Hungarian fast detachments in "Barbarossa"
Military equipment

Hungarian fast detachments in "Barbarossa"

Column of Hungarian light tanks 1938 M Toldi I on the Ukrainian road, summer 1941

From the end of the 4s, the Hungarian leadership pursued a policy of expansion aimed at returning the lands lost after the First World War. Thousands of Hungarians considered themselves the victims of a very unjust peace treaty that ended the war, concluded between Hungary and the Entente at the Grand Trianon Palace in Versailles on June 1920 XNUMX, XNUMX.

As a result of an unfavorable agreement, punishing them, in particular, for unleashing a world war, they lost 67,12 percent. land and 58,24 percent. residents. The population was reduced from 20,9 million to 7,6 million people, and 31% of it was lost. ethnic Hungarians - 3,3 million out of 10,7 million. The army was reduced to 35 thousand people. infantry and cavalry, without tanks, heavy artillery and combat aircraft. Compulsory conscription was banned. Thus the proud Royal Hungarian Army (Magyar Királyi Honvédség, MKH, colloquially: Hungarian Honvédség, Polish Royal Hungarian honwedzi or honvedzi) became a major "force of internal order". Hungary had to pay large war reparations. In connection with this national catastrophe and the humiliating degradation of military power, national-patriotic circles put forward the slogan of the restoration of a strong Greater Hungary, the Land of the Crown of St. Stephen. They sought to regain the status of a regional empire and looked for any opportunity to regain the lost lands along with their oppressed compatriots.

The administration of Admiral-Regent Miklós Horthy shared these military-imperial aspirations. Staff officers considered scenarios of local wars with neighbors. Dreams of conquest came true quickly. The first victim of the territorial expansion of the Hungarians in 1938 was Czechoslovakia, which they dismantled together with the Germans and Poles as a result of the First Vienna Arbitration. Then, in March 1939, they attacked the new Slovak state that had just emerged after the annexation of Czechoslovakia, "by the way" capturing the tiny Ukrainian state that was then emerging - Transcarpathian Rus, Transcarpathia. Thus the so-called Northern Hungary (Hungarian Felvidék).

In the summer of 1940, as a result of great political pressure, reinforced by the concentration of three strong armies on the borders, the Hungarians won large territories - northern Transylvania - from Romania without a fight as a result of the cession. In April 1941, they joined the German attack on Yugoslavia by taking back the areas of Bačka (Bačka, part of Vojvodina, northern Serbia). Large areas returned to their homeland with several million people - in 1941 there were 11,8 million citizens in Hungary. The fulfillment of the dream of the restitution of Greater Hungary was almost at hand.

In September 1939, the Soviet Union became Hungary's new neighbor. Because of the huge ideological differences and hostile political differences, the USSR was perceived by the Hungarian elite as a potential enemy, the enemy of all European civilization and Christianity. In Hungary, the near times of the communist, revolutionary Hungarian Soviet Republic, headed by Bela Kuna, were well remembered and remembered with great hostility. For the Hungarians, the Soviet Union was a "natural", great enemy.

Adolf Hitler, during the preparations for Operation Barbarossa, did not think that the Hungarians, led by Regent Admiral Miklós Horthy, would take an active part in the war with Stalin. The German staffers assumed that Hungary would tightly close the border with the USSR when their offensive began. According to them, the MX had little combat value, and the Honved divisions had the nature of second line units, more suitable for providing protection in the rear than for direct action in a modern and direct front-line battle. The Germans, low estimating the military "power" of the Hungarians, did not officially inform them about the impending attack on the USSR. Hungary became their ally after joining the Pact of the Three on November 20, 1940; soon they joined this anti-imperialist system, aimed mainly at Great Britain - Slovakia and Romania.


◆ Directions ◆
Give the records below again, word for word. No pictures belong in the copy.

◆ Input data ◆
==================================================

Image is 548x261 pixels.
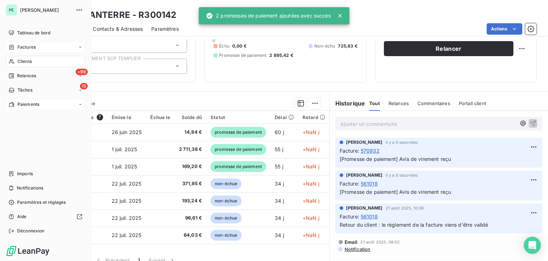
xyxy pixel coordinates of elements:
[361,147,380,154] span: 570932
[459,100,487,106] span: Portail client
[6,245,50,256] img: Logo LeanPay
[361,240,400,244] span: 21 août 2025, 08:52
[386,140,419,144] span: il y a 0 secondes
[384,41,514,56] button: Relancer
[211,114,266,120] div: Statut
[303,215,320,221] span: +NaN j
[112,146,137,152] span: 1 juil. 2025
[17,213,27,220] span: Aide
[303,180,320,186] span: +NaN j
[6,56,85,67] a: Clients
[346,172,383,178] span: [PERSON_NAME]
[17,72,36,79] span: Relances
[112,114,142,120] div: Émise le
[179,214,202,221] span: 96,61 €
[211,212,242,223] span: non-échue
[219,52,267,59] span: Promesse de paiement
[6,99,85,110] a: Paiements
[386,173,419,177] span: il y a 0 secondes
[303,197,320,204] span: +NaN j
[76,69,88,75] span: +99
[340,147,360,154] span: Facture :
[275,232,284,238] span: 34 j
[211,230,242,240] span: non-échue
[346,139,383,145] span: [PERSON_NAME]
[219,43,230,49] span: Échu
[17,44,36,50] span: Factures
[361,212,378,220] span: 561018
[97,114,103,120] span: 7
[17,185,43,191] span: Notifications
[211,195,242,206] span: non-échue
[211,161,266,172] span: promesse de paiement
[275,163,284,169] span: 55 j
[275,146,284,152] span: 55 j
[212,37,215,43] span: 0
[112,129,142,135] span: 26 juin 2025
[179,114,202,120] div: Solde dû
[275,215,284,221] span: 34 j
[17,87,32,93] span: Tâches
[17,227,45,234] span: Déconnexion
[346,205,383,211] span: [PERSON_NAME]
[211,178,242,189] span: non-échue
[361,180,378,187] span: 561018
[112,215,142,221] span: 22 juil. 2025
[179,197,202,204] span: 193,24 €
[340,189,452,195] span: [Promesse de paiement] Avis de virement reçu
[17,199,66,205] span: Paramètres et réglages
[20,7,71,13] span: [PERSON_NAME]
[179,180,202,187] span: 371,95 €
[6,4,17,16] div: PE
[17,170,33,177] span: Imports
[17,30,50,36] span: Tableau de bord
[93,25,143,32] span: Contacts & Adresses
[303,129,320,135] span: +NaN j
[340,221,489,227] span: Retour du client : le règlement de la facture viens d'être validé
[179,129,202,136] span: 14,84 €
[303,146,320,152] span: +NaN j
[179,146,202,153] span: 2 711,38 €
[275,114,294,120] div: Délai
[206,9,331,22] div: 2 promesses de paiement ajoutées avec succès
[112,197,142,204] span: 22 juil. 2025
[340,212,360,220] span: Facture :
[179,163,202,170] span: 169,20 €
[63,9,176,21] h3: DBS NANTERRE - R300142
[315,43,335,49] span: Non-échu
[370,100,380,106] span: Tout
[112,232,142,238] span: 22 juil. 2025
[389,100,409,106] span: Relances
[17,101,39,107] span: Paiements
[303,232,320,238] span: +NaN j
[6,196,85,208] a: Paramètres et réglages
[386,206,425,210] span: 21 août 2025, 10:36
[6,41,85,53] a: Factures
[340,156,452,162] span: [Promesse de paiement] Avis de virement reçu
[340,180,360,187] span: Facture :
[303,114,326,120] div: Retard
[6,84,85,96] a: 15Tâches
[151,25,179,32] span: Paramètres
[80,83,88,89] span: 15
[179,231,202,239] span: 64,03 €
[275,129,284,135] span: 60 j
[270,52,294,59] span: 2 895,42 €
[6,70,85,81] a: +99Relances
[344,246,371,252] span: Notification
[232,43,247,49] span: 0,00 €
[303,163,320,169] span: +NaN j
[17,58,32,65] span: Clients
[345,239,358,245] span: Email
[150,114,170,120] div: Échue le
[211,127,266,137] span: promesse de paiement
[6,168,85,179] a: Imports
[6,211,85,222] a: Aide
[330,99,366,107] h6: Historique
[524,236,541,254] div: Open Intercom Messenger
[112,180,142,186] span: 22 juil. 2025
[112,163,137,169] span: 1 juil. 2025
[275,180,284,186] span: 34 j
[487,23,523,35] button: Actions
[338,43,357,49] span: 725,83 €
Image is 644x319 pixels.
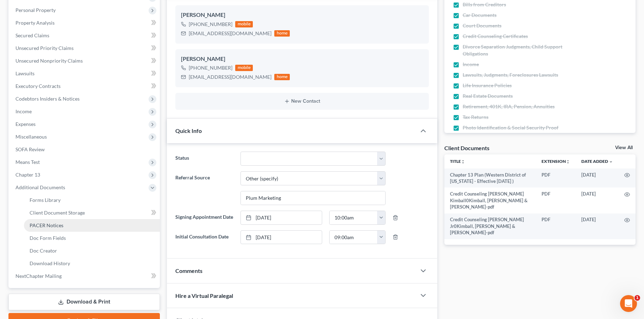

==================================================

◆ Task output ◆
Image is 548x261 pixels.
xyxy pixel coordinates of elements:
[361,147,380,154] span: 570932
[459,100,487,106] span: Portail client
[6,245,50,256] img: Logo LeanPay
[361,240,400,244] span: 21 août 2025, 08:52
[386,140,419,144] span: il y a 0 secondes
[384,41,514,56] button: Relancer
[211,114,266,120] div: Statut
[303,215,320,221] span: +NaN j
[112,146,137,152] span: 1 juil. 2025
[17,213,27,220] span: Aide
[303,180,320,186] span: +NaN j
[6,56,85,67] a: Clients
[346,172,383,178] span: [PERSON_NAME]
[17,72,36,79] span: Relances
[112,114,142,120] div: Émise le
[179,214,202,221] span: 96,61 €
[211,212,242,223] span: non-échue
[219,52,267,59] span: Promesse de paiement
[6,99,85,110] a: Paiements
[386,173,419,177] span: il y a 0 secondes
[303,197,320,204] span: +NaN j
[76,69,88,75] span: +99
[340,147,360,154] span: Facture :
[275,232,284,238] span: 34 j
[211,230,242,240] span: non-échue
[346,139,383,145] span: [PERSON_NAME]
[219,43,230,49] span: Échu
[17,44,36,50] span: Factures
[361,212,378,220] span: 561018
[97,114,103,120] span: 7
[17,185,43,191] span: Notifications
[211,195,242,206] span: non-échue
[211,161,266,172] span: promesse de paiement
[275,163,284,169] span: 55 j
[275,146,284,152] span: 55 j
[212,37,215,43] span: 0
[112,129,142,135] span: 26 juin 2025
[179,114,202,120] div: Solde dû
[275,215,284,221] span: 34 j
[17,87,32,93] span: Tâches
[17,227,45,234] span: Déconnexion
[346,205,383,211] span: [PERSON_NAME]
[211,178,242,189] span: non-échue
[361,180,378,187] span: 561018
[112,215,142,221] span: 22 juil. 2025
[179,197,202,204] span: 193,24 €
[340,189,452,195] span: [Promesse de paiement] Avis de virement reçu
[17,199,66,205] span: Paramètres et réglages
[20,7,71,13] span: [PERSON_NAME]
[179,180,202,187] span: 371,95 €
[6,4,17,16] div: PE
[17,170,33,177] span: Imports
[17,30,50,36] span: Tableau de bord
[93,25,143,32] span: Contacts & Adresses
[303,129,320,135] span: +NaN j
[340,221,489,227] span: Retour du client : le règlement de la facture viens d'être validé
[179,129,202,136] span: 14,84 €
[303,146,320,152] span: +NaN j
[179,146,202,153] span: 2 711,38 €
[275,114,294,120] div: Délai
[206,9,331,22] div: 2 promesses de paiement ajoutées avec succès
[112,197,142,204] span: 22 juil. 2025
[340,212,360,220] span: Facture :
[179,163,202,170] span: 169,20 €
[63,9,176,21] h3: DBS NANTERRE - R300142
[315,43,335,49] span: Non-échu
[370,100,380,106] span: Tout
[112,232,142,238] span: 22 juil. 2025
[389,100,409,106] span: Relances
[17,101,39,107] span: Paiements
[303,232,320,238] span: +NaN j
[6,196,85,208] a: Paramètres et réglages
[386,206,425,210] span: 21 août 2025, 10:36
[6,41,85,53] a: Factures
[340,156,452,162] span: [Promesse de paiement] Avis de virement reçu
[340,180,360,187] span: Facture :
[303,114,326,120] div: Retard
[6,84,85,96] a: 15Tâches
[151,25,179,32] span: Paramètres
[80,83,88,89] span: 15
[179,231,202,239] span: 64,03 €
[275,129,284,135] span: 60 j
[270,52,294,59] span: 2 895,42 €
[6,70,85,81] a: +99Relances
[344,246,371,252] span: Notification
[232,43,247,49] span: 0,00 €
[303,163,320,169] span: +NaN j
[17,58,32,65] span: Clients
[345,239,358,245] span: Email
[150,114,170,120] div: Échue le
[211,127,266,137] span: promesse de paiement
[6,168,85,179] a: Imports
[6,211,85,222] a: Aide
[330,99,366,107] h6: Historique
[524,236,541,254] div: Open Intercom Messenger
[112,180,142,186] span: 22 juil. 2025
[112,163,137,169] span: 1 juil. 2025
[275,180,284,186] span: 34 j
[487,23,523,35] button: Actions
[338,43,357,49] span: 725,83 €
Image is 644x319 pixels.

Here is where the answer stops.